Let’s Start with Safal Niveshak
Just in case you missed any of this on Safal Niveshak over the last few days and weeks…
- My 15 rules of sensible stock market investing. Please don’t follow any of my advice you read in this post. This is what I do and follow myself, and it works for me.
- Launched a special page on the website – Ask Vishal – where you can seek answers to your investing and related questions. 100+ new members already joined on Day 1, and around 30 questions got asked.
- I am hearing a lot of financial experts outlining their strategies for the Indian stock market post the election results on 16th May. Some things are indeed useless!
- If money worries keep you awake at night, you must read this.
- Opened registrations for my Art of Investing Workshop in Mumbai (1st June) and New Delhi (8th June). If you wish to attend, please register here.
Book Worm
If the thought of losing money in the stock market keeps you awake at nights, here is something very important for you that I read in Peter Lynch’s Beating the Street…
The key to making money in stocks is not to get scared out of them. This point cannot be overemphasized. Every year finds a spate of books on how to pick stocks or find the winning mutual fund. But all this good information is useless without the willpower.
In dieting and in stocks, it is the gut and not the head that determines the results.
Stimulate Your Mind
Here’s some amazing content I read during the week gone by…
- Read Alex Bossert’s complete notes from Berkshire Hathaway’s 2014 annual meeting.
- Jana Vembunarayanan, a Safal Niveshak tribesman, visited Buffett’s meeting for second year in a row. Here is an account of his wonderful experience.
- Now this is interesting! Here is a case someone has made for never going to Buffett’s meeting. 🙂
- A Franklin Templeton investor survey reveals that investors in India – from among their peers in 22 countries – are the most optimistic about prospects for their local market. Time to run out of the exits?
- If you, like me, hold a master’s degree in procrastination, you must read Dan Ariely’s post on the high cost you pay for this habit of delaying things.
- Here are a dozen things I have learned from Jeff Bezos.
- Finally, here are 18 things you’ll never hear a money manager say.
“Don’t aim at success. The more you aim at it and make it a target, the more you are going to miss it. For success, like happiness, cannot be pursued; it must ensue, and it only does so as the unintended side effect of one’s personal dedication to a cause greater than oneself or as the by-product of one’s surrender to a person other than oneself.
Happiness must happen, and the same holds for success: you have to let it happen by not caring about it. I want you to listen to what your conscience commands you to do and go on to carry it out to the best of your knowledge. Then you will live to see that in the long-run—in the long-run, I say!—success will follow you precisely because you had forgotten to think about it.”
You see, and this is something I have experienced in my life – the trap of striving for success in the future is never-ending.
You pursue one success, and then when you get it, you strive for more again. You’re never satisfied. Striving for something is a condition that doesn’t have an end, unless you give it up.
Success, after all, is not something you pursue. What you pursue will elude you. It’s like trying to chase butterflies.
Success is something you attract and accumulate by the person you become.
As Albert Einstein said, “Try not to become a man of success, but rather try to become a man of value.”
Keep poking.
Stop pursuing success. Attract it now.
And please, never ever-ever, ever-ever give up.
It’s already hot out there, so be kind to others, and to yourself.
With respect,
Vishal Khandelwal
Chief Poker – Poke the Box
Nelson Christian says
Wow! Lots of things to read and to keep ourselves busy for the weekend.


(Description of the task) Begin at the line with "This screenshot has height=605, width=1211." and output every line through the end of the records, exactly as given. Omit pictures.
== Segment start ==
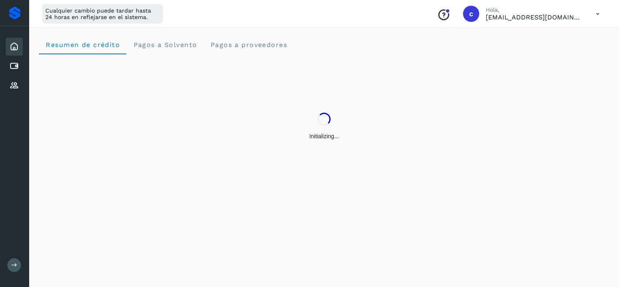  What do you see at coordinates (535, 17) in the screenshot?
I see `p: cxp@53cargo.com` at bounding box center [535, 17].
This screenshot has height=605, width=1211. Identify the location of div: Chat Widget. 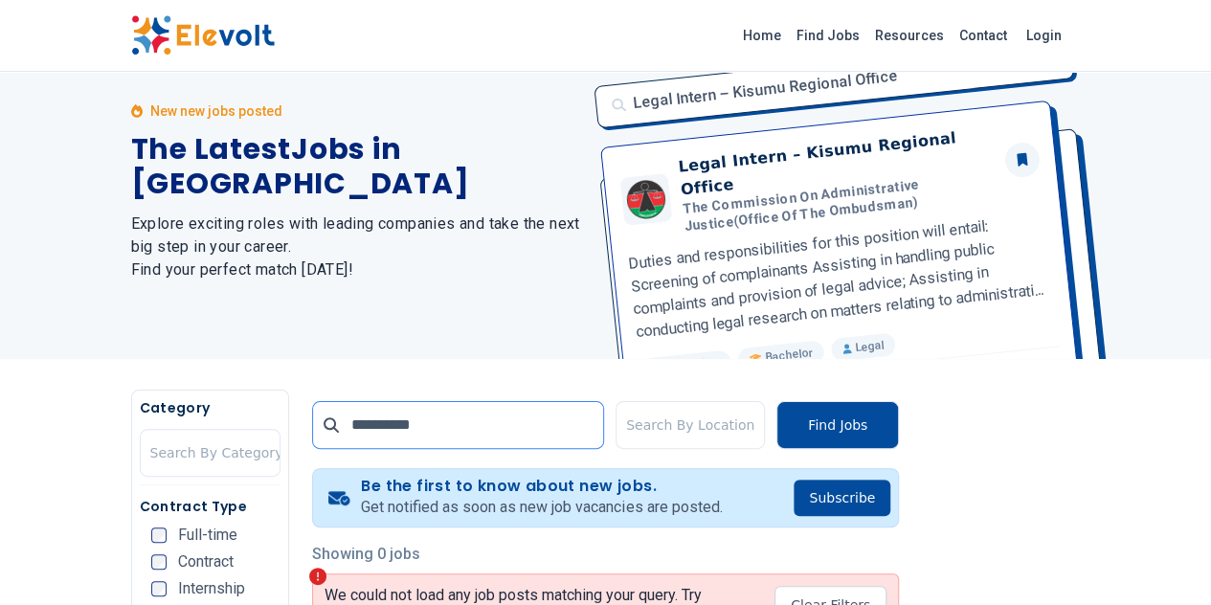
(1163, 559).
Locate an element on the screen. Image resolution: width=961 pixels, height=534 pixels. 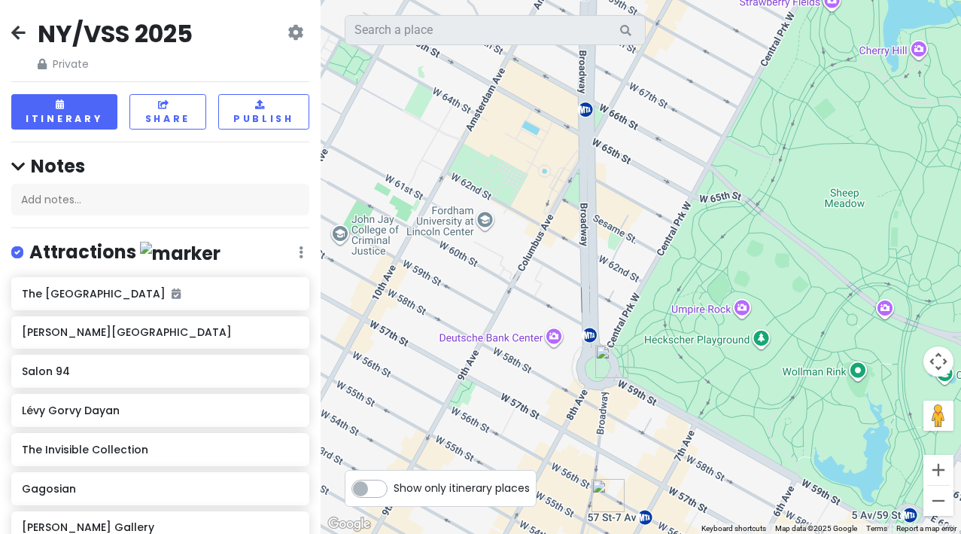
h4: Attractions is located at coordinates (125, 252).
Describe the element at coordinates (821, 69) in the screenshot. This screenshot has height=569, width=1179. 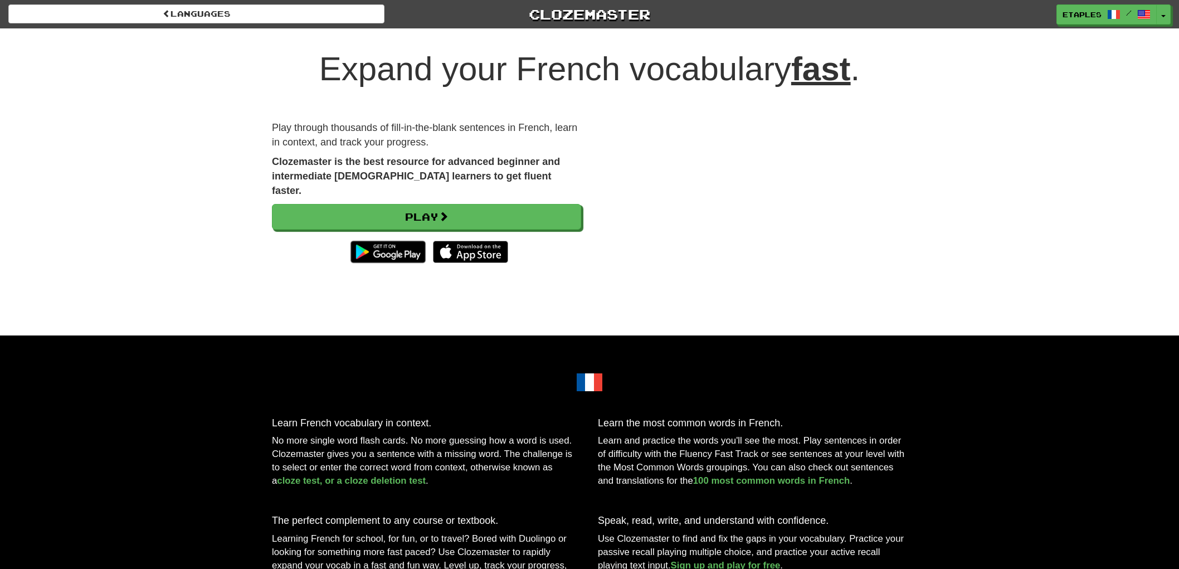
I see `u: fast` at that location.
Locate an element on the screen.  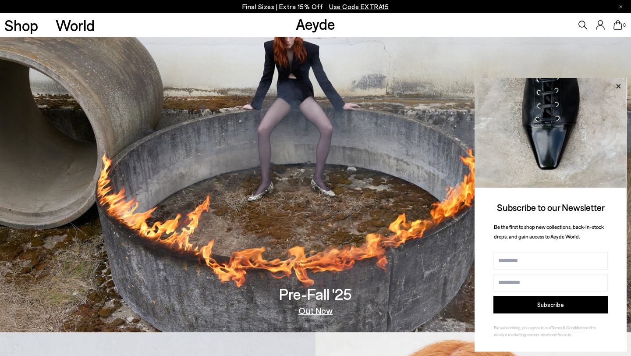
a: Out Now is located at coordinates (315, 310).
== Segment end ==
(Answer below)
This screenshot has height=605, width=1211. Identify the location of div: Chat Widget. 
(1163, 559).
Locate an element on the screen. Image resolution: width=961 pixels, height=534 pixels. 
h4: Attractions is located at coordinates (125, 252).
Describe the element at coordinates (821, 69) in the screenshot. This screenshot has height=569, width=1179. 
I see `u: fast` at that location.
Locate an element on the screen.  
a: Out Now is located at coordinates (315, 310).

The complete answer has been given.